Drug recognition experts are specifically trained law officers used to identify drivers who are impaired by drugs, not alcohol.

If you’re pulled over for suspected inebriation and the Breathalyzer is normal, you may find yourself subject to an exam by a DRE next. Drug recognition experts have come into being because there’s no simple roadside test that can determine the presence of all the possible different drugs that could be in someone’s system at a level high enough to make a driver impaired.

Tagging the word “expert” onto their title gives a lot of weight in court hearings to what still, in the end, comes down to an individual officer’s opinions. Although the methods DREs use are supposed to be scientific, it’s still a questionable process, and it still can be refuted in court.

Look at just two ways that a DRE’s “expertise” can be challenged in court:

— Your attorney can demonstrate the DRE’s lack of actual understanding of the science behind the methods he or she was taught to use. Most DREs aren’t really experts at all — they’re very good students who have learned exactly what they’ve been taught, but that education doesn’t extend much further than the steps they should take during the evaluations of a driver suspected of being impaired and the statistics they are taught to cite in support of their methods’ reliability.

Does the DRE know the real data behind those statistics? How many people were studied? What controls were used? Were they tested at the side of the road in a surprise examination or during a controlled lab experiment? How could that effect the results?

— Your attorney can establish that, despite his or her title, the officer is still just a police officer, not a medical professional. He or she lacks the years of training that a medical professional has when it comes to picking up subtle physiological signs that indicate drug use versus just nervousness and stress or even a common condition like low blood sugar. Your attorney can elicit testimony about the DRE’s training, whether it was done by doctors or other police officers, and whether or not it included ways to tell the difference between drug use and other common conditions.

Never assume that your DUI charge is hopeless without speaking to an attorney first. We’ll discuss more ways a DRE’s opinion can be challenged in another post.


* Task goal *
Please restate the records that follow exactly, skipping their images.

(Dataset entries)
•••

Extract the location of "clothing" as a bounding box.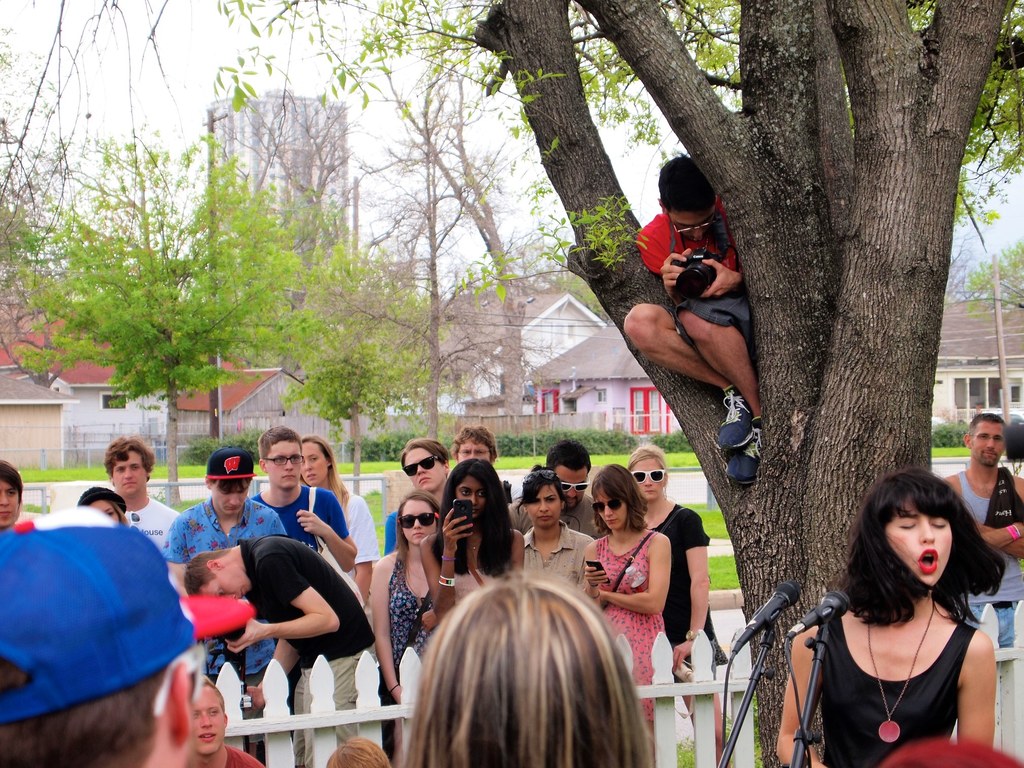
crop(963, 476, 1023, 646).
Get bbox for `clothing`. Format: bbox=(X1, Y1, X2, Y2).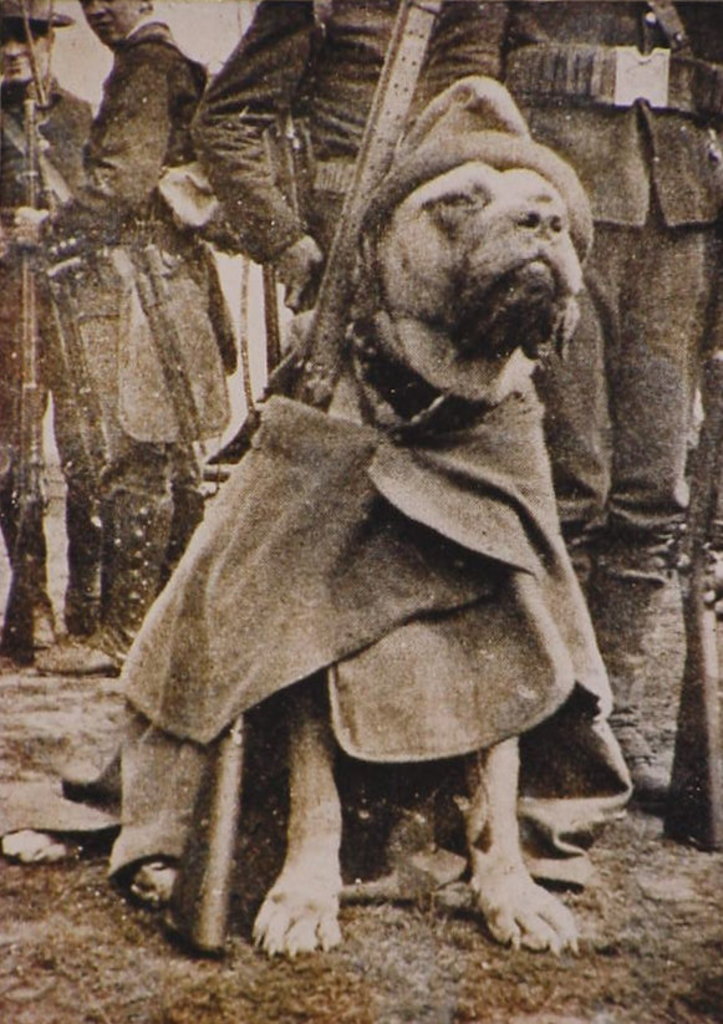
bbox=(0, 52, 105, 510).
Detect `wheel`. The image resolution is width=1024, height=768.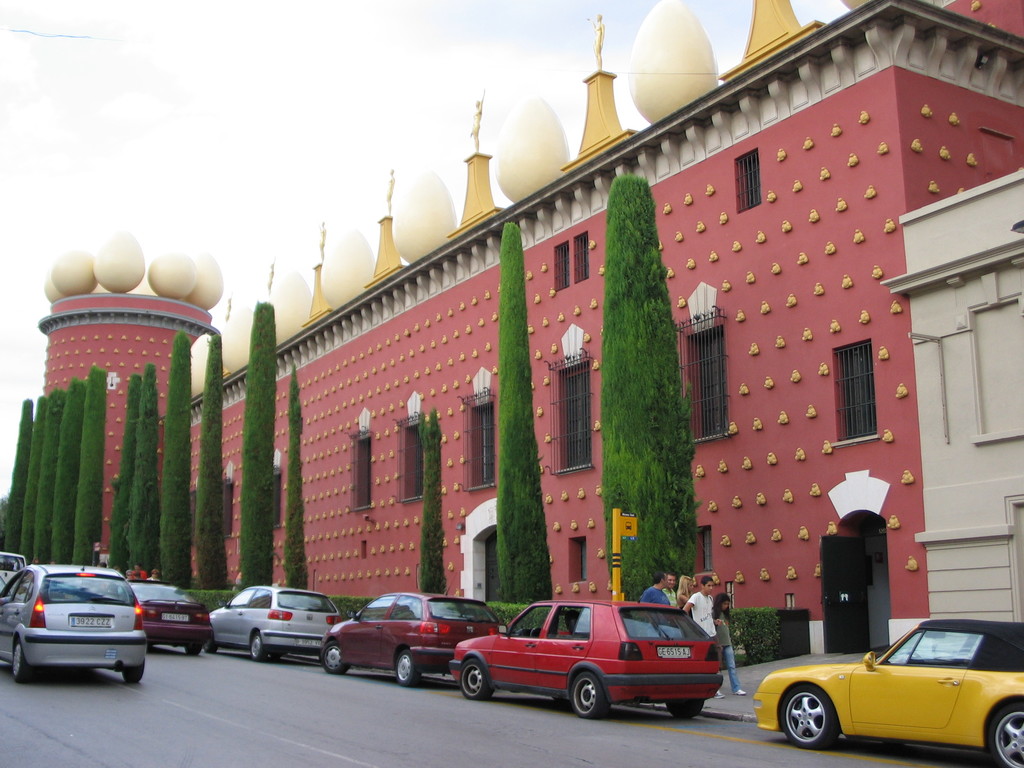
crop(319, 641, 349, 675).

•••

* Result *
Extract the location of "clothing" as a bounding box.
crop(963, 476, 1023, 646).
Get bbox for `clothing`. Format: bbox=(X1, Y1, X2, Y2).
bbox=(0, 52, 105, 510).
Detect `wheel`. The image resolution is width=1024, height=768.
crop(319, 641, 349, 675).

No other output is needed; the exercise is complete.